“I had some wild concept that you could change space—which you can.”
Jan Groover
In the early 1970s, after years spent painting, artist Jan Groover turned to photography. “With photography I didn’t have to make things up,” she said, explaining the change of medium. “Everything was already there.”
But Groover’s experience as a painter remains present: her photographs reference the histories of painting and photography. Some of her earliest photographic works are diptychs and triptychs, forms made popular in medieval and Renaissance art, though her street scene subjects are unquestionably more modern (moving cars passing by in a blur, suburban houses, and windows of empty storefronts). Groover’s primary focus—one that she returned to throughout her career—was the still life, a subject long practiced by painters. Her still lives evoke the work of Paul Cézanne and Giorgio Morandi, but her roots in minimalism are apparent, too. The carefully arranged tableaux of bottles, utensils, and various fruits and vegetables showcase Groover’s dedication to formal composition. The shadows, reflections, and the sumptuous colors of the staged objects and their surroundings create dramatic, mysterious scenes that leave us wondering whether the recognizable objects are actually figments of our imagination.
It is also significant that Groover often made the choice to shoot color film. Early color photography pioneers of the 1970s were still trying to legitimize their place in the art world, and in the art market, which had traditionally valued black-and-white photographs over color. Many people at that time associated color work with commercial photography or with snapshots taken by amateurs, but Groover helped it to be recognized as art. On the occasion of Groover’s solo exhibition at MoMA in 1987, critic Andy Grundberg wrote in the New York Times, “In 1978 an exhibition of her dramatic still-life photographs of objects in her kitchen sink caused a sensation. When one appeared on the cover of Artforum magazine, it was a signal that photography had arrived in the art world—complete with a marketplace to support it.”
In the late 1970s, Groover turned to the photographic method of platinum-palladium, a time-consuming black-and-white process that was popular a hundred years earlier, in the 1870s. This process had been made all but obsolete by faster, cheaper darkroom processes in the the wake of World War I. Groover’s return to this slower process added to her thoughtful arrangement of still life scenes, many of which she shot with large-format view cameras, which had also fallen into disuse with the innovation of more compact, lightweight cameras. In Groover’s photographs, every element is seemingly carefully controlled and constructed, including composition, lighting, and scale. Her deliberate constructions harken back to her painterly sensibilities, but her devotion to the medium of photography is equally apparent.
Note: opening quote is from the 1994 documentary film Jan Groover: Tilting at Space, directed by Mark Trottenberg and produced by Tina Barney, and as quoted in Randy Kennedy, “Jan Groover, Postmodern Photographer, Dies at 68.” The New York Times, January 12, 2012. https://www.nytimes.com/2012/01/12/arts/design/jan-groover-postmodern-photographer-dies-at-68.html.
Jane Pierce, Carl Jacobs Foundation Research Assistant, Department of Photography
The research for this text was supported by a generous grant from The Modern Women's Fund.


Exclude the images and transcribe the entries below precisely.

=== Data to process ===

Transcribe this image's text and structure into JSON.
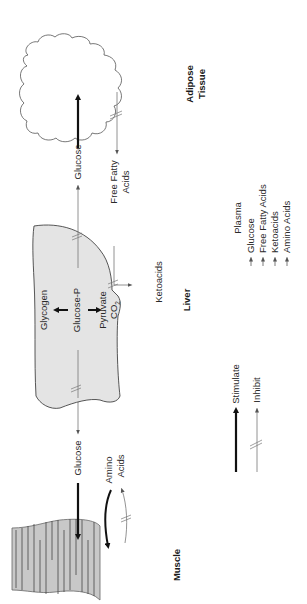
{
  "diagram": {
    "orientation": "rotated-90-ccw",
    "organs": {
      "muscle": "Muscle",
      "liver": "Liver",
      "adipose_line1": "Adipose",
      "adipose_line2": "Tissue"
    },
    "liver_internal": {
      "glycogen": "Glycogen",
      "glucose_p": "Glucose-P",
      "pyruvate": "Pyruvate",
      "co2_main": "CO",
      "co2_sub": "2"
    },
    "flows": {
      "liver_to_muscle_glucose": "Glucose",
      "muscle_amino_line1": "Amino",
      "muscle_amino_line2": "Acids",
      "liver_to_adipose_glucose": "Glucose",
      "adipose_ffa_line1": "Free Fatty",
      "adipose_ffa_line2": "Acids",
      "liver_ketoacids": "Ketoacids"
    },
    "legend": {
      "stimulate": "Stimulate",
      "inhibit": "Inhibit"
    },
    "plasma": {
      "title": "Plasma",
      "items": [
        {
          "label": "Glucose",
          "direction": "up"
        },
        {
          "label": "Free Fatty Acids",
          "direction": "up"
        },
        {
          "label": "Ketoacids",
          "direction": "up"
        },
        {
          "label": "Amino Acids",
          "direction": "up"
        }
      ]
    },
    "colors": {
      "tissue_fill": "#c8c8c8",
      "liver_fill": "#e4e4e4",
      "stimulate_arrow": "#111111",
      "inhibit_arrow": "#777777"
    }
  }
}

===

- **Task result**
Transcribe this image's text and structure into JSON.
{
  "diagram": {
    "orientation": "rotated-90-ccw",
    "organs": {
      "muscle": "Muscle",
      "liver": "Liver",
      "adipose_line1": "Adipose",
      "adipose_line2": "Tissue"
    },
    "liver_internal": {
      "glycogen": "Glycogen",
      "glucose_p": "Glucose-P",
      "pyruvate": "Pyruvate",
      "co2_main": "CO",
      "co2_sub": "2"
    },
    "flows": {
      "liver_to_muscle_glucose": "Glucose",
      "muscle_amino_line1": "Amino",
      "muscle_amino_line2": "Acids",
      "liver_to_adipose_glucose": "Glucose",
      "adipose_ffa_line1": "Free Fatty",
      "adipose_ffa_line2": "Acids",
      "liver_ketoacids": "Ketoacids"
    },
    "legend": {
      "stimulate": "Stimulate",
      "inhibit": "Inhibit"
    },
    "plasma": {
      "title": "Plasma",
      "items": [
        {
          "label": "Glucose",
          "direction": "up"
        },
        {
          "label": "Free Fatty Acids",
          "direction": "up"
        },
        {
          "label": "Ketoacids",
          "direction": "up"
        },
        {
          "label": "Amino Acids",
          "direction": "up"
        }
      ]
    },
    "colors": {
      "tissue_fill": "#c8c8c8",
      "liver_fill": "#e4e4e4",
      "stimulate_arrow": "#111111",
      "inhibit_arrow": "#777777"
    }
  }
}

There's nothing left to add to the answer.